Sent in by J.G. Salm to the Oud-Amsterdammer:
februari 2014
I had just turned 3 and my mother wanted to go see the Canadians. My father didn’t feel like going. She went into town with an elderly neighbor who also wanted to witness the events and I was in the baby carriage. The Dam was terribly crowded and we were at the Dam somewhere near the Nieuwendijk and Damrak and it felt to me like we were there for a very long time.
Suddenly people were shouting that the Canadians were not coming because they had supposedly been stopped by the Germans at the Berlagebrug (a bridge across the Amstel).
People got restless and suddenly the windows and doors were opened at the Groote Club and we saw people in the windows.
Then, all of a sudden, a volley of gunshots, panic broke out and everybody fell down on the street. I remember very distinctly that a young man fell on top of me, his whole face was bleeding and blood was pouring out of his ears and mouth and still they were shooting. Then an elderly man pulled me out from under the young man but my mother yelled: “Give me my child!”
Somehow we ended up in Hotel-Restaurant De Roode Leeuw and there, with a lot of other people, we sat under the billiard table for a long long time. Everybody was really scared, because bullets were also fired into the restaurant. At 7 pm we could finally leave. There was a man with a horse and carriage and for 25 guilders a person he took us and some others to the Berlagebrug where we had to get off. My mother carried me to our house in the Vrolikstraat because my carriage had gotten lost in the melee. The neighbor brought it back later.
According to the news back then there were 46 dead.
Lost articles from the Dam were displayed in the Zuiderkerk for a couple of days; my mother had lost a shoe but it was never found.
I remember all this very clearly even though I was just a little boy and I never forgot this horrible event. I still avoid large crowds, I’d rather take a longer route.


• **Directions for this task**:
Copy out all the lines of the data that hold the word "smiley".

• **Data extracts**:
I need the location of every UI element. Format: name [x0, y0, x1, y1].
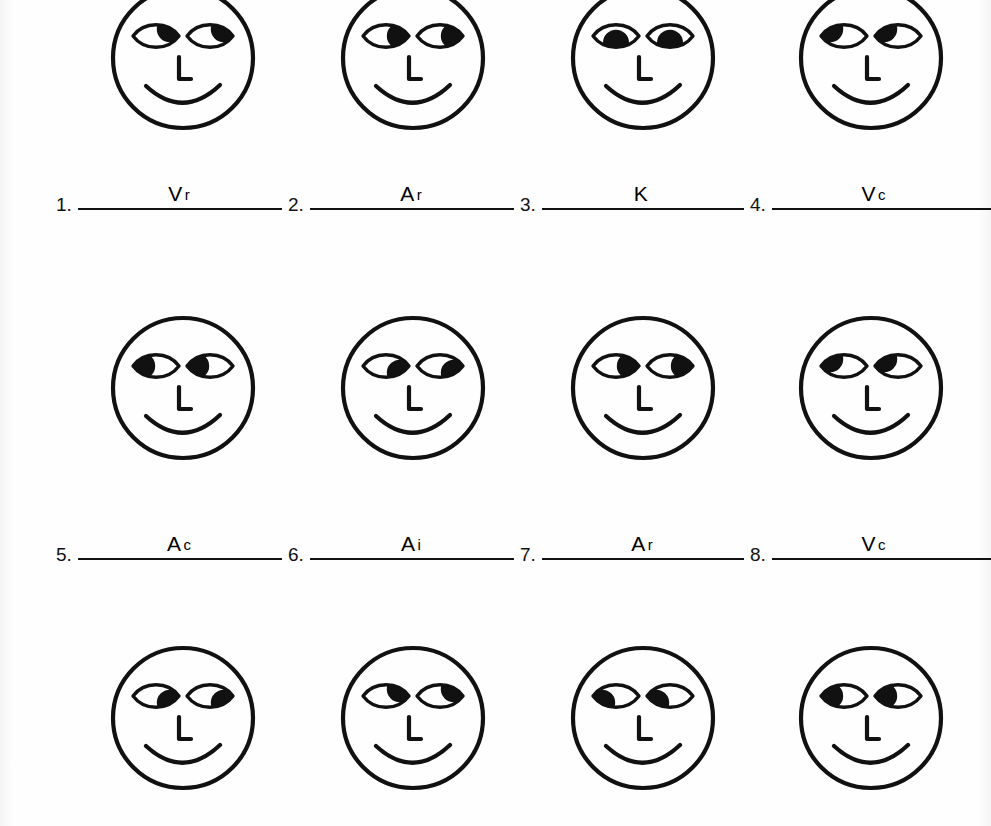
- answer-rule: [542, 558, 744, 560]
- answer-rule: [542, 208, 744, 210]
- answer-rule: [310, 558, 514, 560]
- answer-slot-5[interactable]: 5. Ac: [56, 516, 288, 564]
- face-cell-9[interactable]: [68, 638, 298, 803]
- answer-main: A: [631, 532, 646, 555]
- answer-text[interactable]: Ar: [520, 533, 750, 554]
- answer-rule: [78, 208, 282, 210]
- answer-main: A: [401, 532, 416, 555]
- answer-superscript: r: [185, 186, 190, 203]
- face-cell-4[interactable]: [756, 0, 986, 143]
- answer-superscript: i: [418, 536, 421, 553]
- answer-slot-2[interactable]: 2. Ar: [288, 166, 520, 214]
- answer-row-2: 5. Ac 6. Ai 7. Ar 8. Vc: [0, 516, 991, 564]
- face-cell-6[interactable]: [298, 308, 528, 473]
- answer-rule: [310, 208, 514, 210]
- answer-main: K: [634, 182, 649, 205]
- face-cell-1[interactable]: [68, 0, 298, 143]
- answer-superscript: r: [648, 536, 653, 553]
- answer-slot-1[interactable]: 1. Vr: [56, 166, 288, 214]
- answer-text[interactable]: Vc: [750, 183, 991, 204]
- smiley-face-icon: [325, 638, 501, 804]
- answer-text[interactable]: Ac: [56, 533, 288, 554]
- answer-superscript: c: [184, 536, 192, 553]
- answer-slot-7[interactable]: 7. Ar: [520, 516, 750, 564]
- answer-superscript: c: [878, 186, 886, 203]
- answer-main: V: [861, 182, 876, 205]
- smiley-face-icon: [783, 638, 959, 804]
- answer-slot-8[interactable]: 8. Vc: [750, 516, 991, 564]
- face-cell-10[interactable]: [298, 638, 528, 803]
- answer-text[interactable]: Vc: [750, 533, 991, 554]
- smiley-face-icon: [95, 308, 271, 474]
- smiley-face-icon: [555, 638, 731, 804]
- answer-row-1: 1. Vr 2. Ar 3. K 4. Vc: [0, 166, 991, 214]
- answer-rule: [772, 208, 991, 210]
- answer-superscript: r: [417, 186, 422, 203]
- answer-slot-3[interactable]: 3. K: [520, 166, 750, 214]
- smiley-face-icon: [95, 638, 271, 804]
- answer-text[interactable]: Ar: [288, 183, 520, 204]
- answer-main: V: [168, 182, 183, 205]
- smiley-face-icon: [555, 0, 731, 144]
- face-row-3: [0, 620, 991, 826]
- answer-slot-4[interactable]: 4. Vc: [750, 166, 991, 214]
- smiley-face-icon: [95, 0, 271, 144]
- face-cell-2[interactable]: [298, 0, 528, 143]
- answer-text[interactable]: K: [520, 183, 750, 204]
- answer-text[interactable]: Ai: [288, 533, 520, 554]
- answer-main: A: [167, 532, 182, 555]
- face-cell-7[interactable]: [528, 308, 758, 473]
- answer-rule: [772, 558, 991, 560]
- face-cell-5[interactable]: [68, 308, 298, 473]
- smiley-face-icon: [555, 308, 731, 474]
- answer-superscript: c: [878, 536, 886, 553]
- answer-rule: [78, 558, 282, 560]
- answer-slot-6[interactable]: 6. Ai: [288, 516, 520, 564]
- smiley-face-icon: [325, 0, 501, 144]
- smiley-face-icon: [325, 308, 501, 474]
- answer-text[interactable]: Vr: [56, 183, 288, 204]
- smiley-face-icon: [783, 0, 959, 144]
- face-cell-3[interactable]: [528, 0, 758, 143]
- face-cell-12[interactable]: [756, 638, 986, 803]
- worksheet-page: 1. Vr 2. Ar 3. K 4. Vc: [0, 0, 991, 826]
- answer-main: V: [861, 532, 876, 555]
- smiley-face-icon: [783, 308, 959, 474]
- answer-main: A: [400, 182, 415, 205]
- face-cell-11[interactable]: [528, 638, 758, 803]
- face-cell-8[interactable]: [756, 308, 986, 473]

---

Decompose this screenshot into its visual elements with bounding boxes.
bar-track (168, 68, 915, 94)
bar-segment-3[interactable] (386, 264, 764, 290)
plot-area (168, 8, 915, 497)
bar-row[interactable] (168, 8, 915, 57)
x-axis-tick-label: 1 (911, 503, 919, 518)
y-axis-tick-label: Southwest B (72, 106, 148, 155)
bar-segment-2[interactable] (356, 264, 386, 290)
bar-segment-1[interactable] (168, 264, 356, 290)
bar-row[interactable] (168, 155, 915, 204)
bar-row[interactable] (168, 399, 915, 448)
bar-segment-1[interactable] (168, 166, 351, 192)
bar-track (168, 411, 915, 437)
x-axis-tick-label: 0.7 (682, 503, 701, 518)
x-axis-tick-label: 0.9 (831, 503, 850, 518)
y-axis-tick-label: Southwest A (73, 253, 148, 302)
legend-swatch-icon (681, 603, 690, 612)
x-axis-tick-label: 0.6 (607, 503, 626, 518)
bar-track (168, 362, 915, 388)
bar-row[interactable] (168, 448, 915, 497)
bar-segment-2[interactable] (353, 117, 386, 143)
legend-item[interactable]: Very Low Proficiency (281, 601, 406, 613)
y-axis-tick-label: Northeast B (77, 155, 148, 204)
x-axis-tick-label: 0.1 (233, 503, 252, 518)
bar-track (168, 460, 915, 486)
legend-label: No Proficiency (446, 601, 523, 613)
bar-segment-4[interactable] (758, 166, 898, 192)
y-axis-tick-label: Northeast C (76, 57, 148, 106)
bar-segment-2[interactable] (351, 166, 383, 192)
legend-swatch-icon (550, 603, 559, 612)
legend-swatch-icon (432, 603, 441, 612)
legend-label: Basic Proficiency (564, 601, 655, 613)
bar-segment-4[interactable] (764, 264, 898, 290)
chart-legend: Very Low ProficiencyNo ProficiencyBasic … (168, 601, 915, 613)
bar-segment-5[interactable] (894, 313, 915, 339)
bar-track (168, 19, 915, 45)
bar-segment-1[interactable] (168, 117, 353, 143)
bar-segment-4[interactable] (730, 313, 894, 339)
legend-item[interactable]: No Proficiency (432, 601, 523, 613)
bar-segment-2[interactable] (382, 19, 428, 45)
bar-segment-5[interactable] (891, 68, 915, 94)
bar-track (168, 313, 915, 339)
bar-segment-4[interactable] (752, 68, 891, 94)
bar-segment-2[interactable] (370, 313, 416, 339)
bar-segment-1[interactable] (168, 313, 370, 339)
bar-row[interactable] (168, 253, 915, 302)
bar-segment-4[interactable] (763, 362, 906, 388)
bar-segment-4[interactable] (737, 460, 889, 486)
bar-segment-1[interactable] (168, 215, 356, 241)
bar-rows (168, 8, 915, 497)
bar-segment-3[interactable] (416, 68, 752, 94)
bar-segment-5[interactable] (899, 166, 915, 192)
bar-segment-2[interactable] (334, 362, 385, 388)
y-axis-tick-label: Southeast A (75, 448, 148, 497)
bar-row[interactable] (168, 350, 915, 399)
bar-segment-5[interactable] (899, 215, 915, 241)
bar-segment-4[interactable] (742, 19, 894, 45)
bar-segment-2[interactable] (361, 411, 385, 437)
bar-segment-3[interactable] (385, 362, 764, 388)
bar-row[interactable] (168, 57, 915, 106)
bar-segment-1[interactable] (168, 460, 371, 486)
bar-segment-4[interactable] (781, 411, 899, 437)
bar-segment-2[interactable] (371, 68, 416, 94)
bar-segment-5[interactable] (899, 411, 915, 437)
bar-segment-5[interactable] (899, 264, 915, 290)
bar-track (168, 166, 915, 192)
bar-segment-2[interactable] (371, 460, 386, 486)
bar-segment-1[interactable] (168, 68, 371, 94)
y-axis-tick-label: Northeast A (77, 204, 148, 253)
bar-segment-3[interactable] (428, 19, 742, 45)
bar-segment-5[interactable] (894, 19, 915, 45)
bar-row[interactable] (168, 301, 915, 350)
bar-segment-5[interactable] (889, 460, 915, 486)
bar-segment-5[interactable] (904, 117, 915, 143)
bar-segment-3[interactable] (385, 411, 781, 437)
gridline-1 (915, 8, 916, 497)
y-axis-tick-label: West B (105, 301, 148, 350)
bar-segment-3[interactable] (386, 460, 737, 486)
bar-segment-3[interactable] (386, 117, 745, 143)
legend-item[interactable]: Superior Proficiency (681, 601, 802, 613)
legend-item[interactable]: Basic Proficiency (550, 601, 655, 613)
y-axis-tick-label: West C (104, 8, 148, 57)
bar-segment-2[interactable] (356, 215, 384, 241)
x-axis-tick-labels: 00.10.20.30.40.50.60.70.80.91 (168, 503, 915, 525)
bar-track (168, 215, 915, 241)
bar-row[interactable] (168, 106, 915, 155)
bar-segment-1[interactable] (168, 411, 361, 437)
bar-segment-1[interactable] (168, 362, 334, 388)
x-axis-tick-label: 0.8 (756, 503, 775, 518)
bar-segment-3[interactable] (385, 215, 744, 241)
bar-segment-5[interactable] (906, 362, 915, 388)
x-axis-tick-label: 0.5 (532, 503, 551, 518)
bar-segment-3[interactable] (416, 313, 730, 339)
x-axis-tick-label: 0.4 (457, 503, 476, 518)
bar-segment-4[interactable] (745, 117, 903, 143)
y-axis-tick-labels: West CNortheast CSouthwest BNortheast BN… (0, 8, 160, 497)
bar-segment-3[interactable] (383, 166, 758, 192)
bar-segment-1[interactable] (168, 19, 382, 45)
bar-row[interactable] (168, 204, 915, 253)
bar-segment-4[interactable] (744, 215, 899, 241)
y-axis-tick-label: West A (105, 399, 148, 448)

• **Response for this exercise**:
- smiley-face-icon: [325, 638, 501, 804]
- smiley-face-icon: [783, 638, 959, 804]
- smiley-face-icon: [95, 308, 271, 474]
- smiley-face-icon: [555, 638, 731, 804]
- smiley-face-icon: [95, 638, 271, 804]
- smiley-face-icon: [555, 0, 731, 144]
- smiley-face-icon: [95, 0, 271, 144]
- smiley-face-icon: [555, 308, 731, 474]
- smiley-face-icon: [325, 0, 501, 144]
- smiley-face-icon: [325, 308, 501, 474]
- smiley-face-icon: [783, 0, 959, 144]
- smiley-face-icon: [783, 308, 959, 474]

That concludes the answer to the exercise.